Ken and Deb Loyd, who pastor The Bridge and Home PDX, were at Off The Map Live with us recently. Ken was featured in The Oregonian a couple of days ago - here’s an excerpt from the article.
It’s 12:30 p.m. on a sunny summer Sunday, and Ken Loyd is supposed to serve lunch to 50 people. They gather at the western end of the Hawthorne Bridge awaiting his weekly church service. The food is the big draw, a hot meal on the one day when most soup kitchens shut down.
Loyd has had a rough morning. The Beaverton congregation providing lunch is late. The batteries on the toy microphone he preaches with just died. Athletes from the Portland Triathlon have nudged his audience of homeless men and women from their normal spot.
Less than 50 feet from where Loyd stands, athletes enjoy massages, organic pizza and microbrew. Though they just swam, biked and ran almost 32 miles, most look cleaner and better rested than the displaced.
Loyd has no time to note the incongruous setting. The minister, aging hippie and recovering drug addict, is too busy fretting. He rubs a hand through his silver Mohawk as if trying to summon a genie from a bottle. He’s losing his crowd. Where is the food?
He hands a volunteer two $20s and sends him for takeout. A triathlete bridges the divide, offering leftover pizza and bananas, just as the Beaverton church crew arrives with enough fried chicken, mac and cheese, and potato salad to feed twice this many people.
Those who drifted away hurry back. Loyd releases a deep breath, looks heavenward for a second and grins.
“That’s the way the Lord works, right? You don’t have anything, and then suddenly you have too much.”
Not Joel Osteen but Joel Klampert, music director, worship leader, marketing and design guy for St. Michael’s Charismatic Episcopal Church in Newport, RI.
Joel gives Jim and Casper go to Church just 2 stars out of 5. Here are his comments about the book
In Jim and Casper Go to church we see a Christian retired pastor and an athiest go from church to church talking about their opinions on it. This book has been getting rave reviews so I bet most of you are surprised Ive got 2 stars on it. As a matter of fact Brent sent me a message asking why. My issues with the book… First off this was suppose to be a completely unbiased approach to rating the churches and it wasn’t. The Christian waled in with his matter of fact beliefs on everything and was not very open to anything that didnt fit into his scope. The athiest wasn’t and unchurched one. He went to one churhc and said that it felt like home because he grew up in a church like that. Basically through the whole book you realize they have it in their heads what church should be like and they are weighing everything against that. Basically it came down to a few things for them. Outreach was key almost to the point that they didnt even think you needed “Church†you just needed a church body. I didn’t agree with most of the theology in the book and a few things took me aback. Casper mentions that the churches sing about the blood too much…and it is kinda freaky. Then Jim ends up agreeing with him.

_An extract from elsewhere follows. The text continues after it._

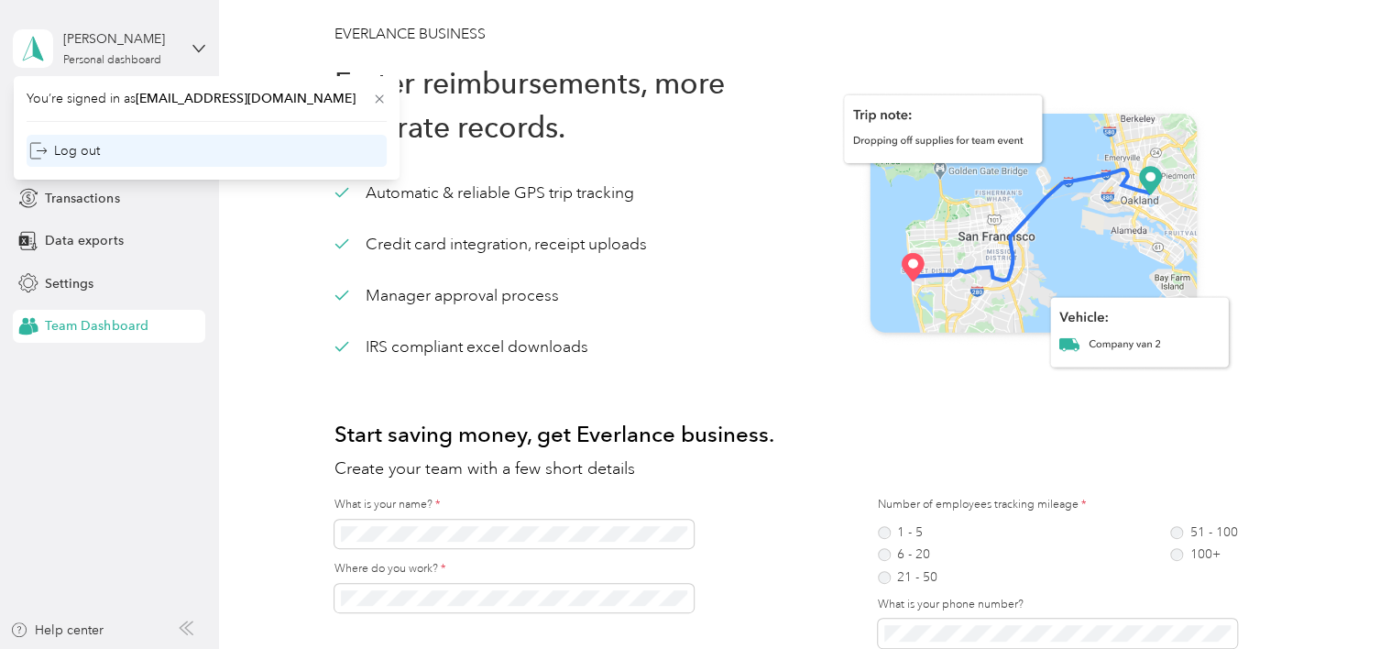  What do you see at coordinates (1203, 532) in the screenshot?
I see `label: 51 - 100` at bounding box center [1203, 532].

I think he needs to read dangerous act of worship. I was floored by this..we sing about the blood because that is what our faith is all about…We cant leave that out just to make people feel comfortable. Im not going to go into the rest of the book…I think you should read it, but understand it may tick you off.
Joel’s assumption the book was unbiased surprised me. I think someone must have misinformed him about the book because I’ve never heard Jim or Casper claim to be unbiased.

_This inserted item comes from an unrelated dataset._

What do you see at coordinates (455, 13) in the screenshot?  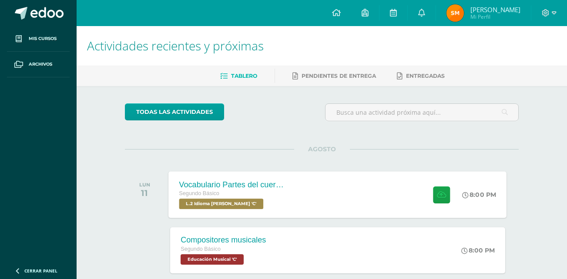 I see `img: fc87af1286553258945a6f695c872327.png` at bounding box center [455, 13].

Elevation Church in south Charlotte — with no home of its own — funded $40,000 worth of kind acts around the city last week.
The church, celebrating services today as always on high school campuses, gave the equivalent of a typical Sunday collection back to its congregation last week.
When pastor Steven Furtick instructed members to pluck from the collection bowls, filled with envelopes containing $5, $10, $20, $50 or $100, some people didn’t believe it. One person at each of the five services even got an envelope with $1,000.
Members looked at Furtick like “What’s the punchline?” he recalled. “Then the creative wheels started turning.”
The money isn’t to keep, Furtick told them. Instead, members were to go out and do something random for someone else.